The result was a grand social experiment that defied the logic of the real estate markets, openly disobeyed the planning rules of the day but nonetheless successfully delivered a lower cost housing solution to thousands that remains to this day.
It wasn’t an easy ride, the laws didn’t support the movement, councils complained and threatened demolitions at times, but bit by bit the inevitable logic of ‘better to seek forgiveness than to ask permission’ prevailed, and government adapted to an empowered community by finding ways to legalise the many beautiful owner-built paradises that popped up and gave the Northern Rivers its unique flavour.
Now in 2025, we find ourselves again faced with a homelessness crisis of immense proportions that will not be solved by going cap-in-hand to government and developers.
The community needs to once again pursue bold self-help solutions. Government of course will have a role to play, but as is often the case in crisis it may be to ultimately recognise and facilitate the innovative solutions that community finds for itself.
Whether this takes the form of more rural landshare communities, more granny flats, more tiny homes on larger blocks, more facilities for van-lifers, or an enthusiastic collective embrace of squatting idle buildings, community-led solutions have become more than urgent.
Already we have a positive and community-oriented squatting movement emerging to caretake and occupy some of the now publicly-owned homes in the Lismore flood plain. While we all want to see buildings eventually moved to higher ground, we also know this will take years, and meanwhile these buildings can play a part in relieving homelessness.
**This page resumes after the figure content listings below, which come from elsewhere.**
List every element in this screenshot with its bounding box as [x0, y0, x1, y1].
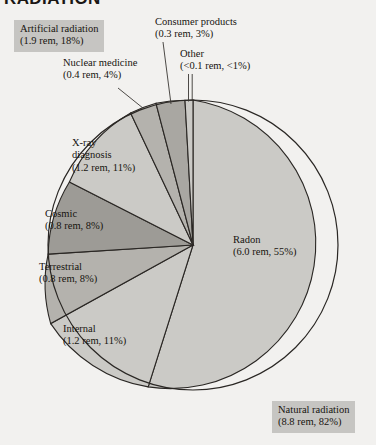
annotation-natural-radiation-line1: Natural radiation: [278, 404, 349, 416]
annotation-artificial-radiation-line1: Artificial radiation: [20, 23, 98, 35]
slice-label-consumer-products-line2: (0.3 rem, 3%): [155, 28, 237, 40]
annotation-natural-radiation-line2: (8.8 rem, 82%): [278, 416, 349, 428]
slice-label-xray-diagnosis-line2: diagnosis: [72, 149, 135, 161]
slice-label-nuclear-medicine-line1: Nuclear medicine: [63, 57, 137, 69]
slice-label-internal-line1: Internal: [63, 323, 126, 335]
slice-label-terrestrial-line2: (0.8 rem, 8%): [39, 273, 97, 285]
leader-line-consumer-products: [163, 42, 171, 104]
slice-label-xray-diagnosis: X-ray diagnosis (1.2 rem, 11%): [72, 137, 135, 174]
slice-label-other-line2: (<0.1 rem, <1%): [180, 60, 250, 72]
slice-label-radon-line2: (6.0 rem, 55%): [233, 246, 297, 258]
slice-label-consumer-products: Consumer products (0.3 rem, 3%): [155, 16, 237, 41]
slice-label-internal: Internal (1.2 rem, 11%): [63, 323, 126, 348]
slice-label-other-line1: Other: [180, 48, 250, 60]
slice-label-cosmic-line2: (0.8 rem, 8%): [45, 220, 103, 232]
annotation-artificial-radiation: Artificial radiation (1.9 rem, 18%): [14, 20, 104, 52]
slice-label-radon: Radon (6.0 rem, 55%): [233, 234, 297, 259]
slice-label-nuclear-medicine: Nuclear medicine (0.4 rem, 4%): [63, 57, 137, 82]
slice-label-radon-line1: Radon: [233, 234, 297, 246]
annotation-artificial-radiation-line2: (1.9 rem, 18%): [20, 35, 98, 47]
slice-label-xray-diagnosis-line3: (1.2 rem, 11%): [72, 162, 135, 174]
slice-label-nuclear-medicine-line2: (0.4 rem, 4%): [63, 69, 137, 81]
slice-label-internal-line2: (1.2 rem, 11%): [63, 335, 126, 347]
chart-figure: RADIATION Artificial radiation (1.9 rem,…: [0, 0, 376, 445]
slice-label-other: Other (<0.1 rem, <1%): [180, 48, 250, 73]
slice-label-xray-diagnosis-line1: X-ray: [72, 137, 135, 149]
slice-label-terrestrial-line1: Terrestrial: [39, 261, 97, 273]
annotation-natural-radiation: Natural radiation (8.8 rem, 82%): [272, 401, 355, 433]
slice-label-cosmic: Cosmic (0.8 rem, 8%): [45, 208, 103, 233]
slice-label-consumer-products-line1: Consumer products: [155, 16, 237, 28]
slice-label-terrestrial: Terrestrial (0.8 rem, 8%): [39, 261, 97, 286]
leader-line-nuclear-medicine: [118, 88, 144, 109]
slice-label-cosmic-line1: Cosmic: [45, 208, 103, 220]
Being a North Lismore resident myself, I am one of the nearest neighbours and have been impressed at how positive, respectful and community-driven the North Lismore squatting project has been.
Where we used to have tents hidden in the landcare area, we have seen a few streets transformed into busy little open communities housing locals and travellers and providing respite for so many. This group actively liaised with neighbours, with former owners as well as with the Reconstruction Authority and with police.
This is a positive development. In a time of crisis, it is far better to encourage open communicative self-organising communities of this sort than to drive the problem underground with aggressive responses, and for the most part this is what we have seen so far.
Sadly, in the last few weeks there appears to be a very ideologically driven campaign on social media to denigrate the emerging mutual support community in North Lismore, employing all of the usual slurs, negative tropes and false accusations that typify punch-down campaigns of this kind.
Hopefully with wider community support, these attacks will fail and sensible conversations can be had.
Unity and mutual aid are the values that get our region and people through crises. It is a very important time for us as a broader regional community to have a grown-up conversation about homelessness, impoverishment and the very real ways that community can step into the vacuum left by decades of poor policy to provide innovative and humane solutions for those most in need.
To that end, the Law School at Southern Cross University is hosting the ‘Land sharing and the law’ conference on Friday 28th February, with the explicit aim of facilitating just such an important conversation.
The conference brings together academics, experts, government, and homelessness advocates, to host an open and hopefully productive discussion on how community can step into the breach and address homelessness and how government, council and business may be able to support. Conference attendance is free, but you should register to ensure your place at: www.scu.edu.au/ business-law-and-arts/events/land-sharing-and-the-law.
This article appeared in The Nimbin GoodTimes, February 2025.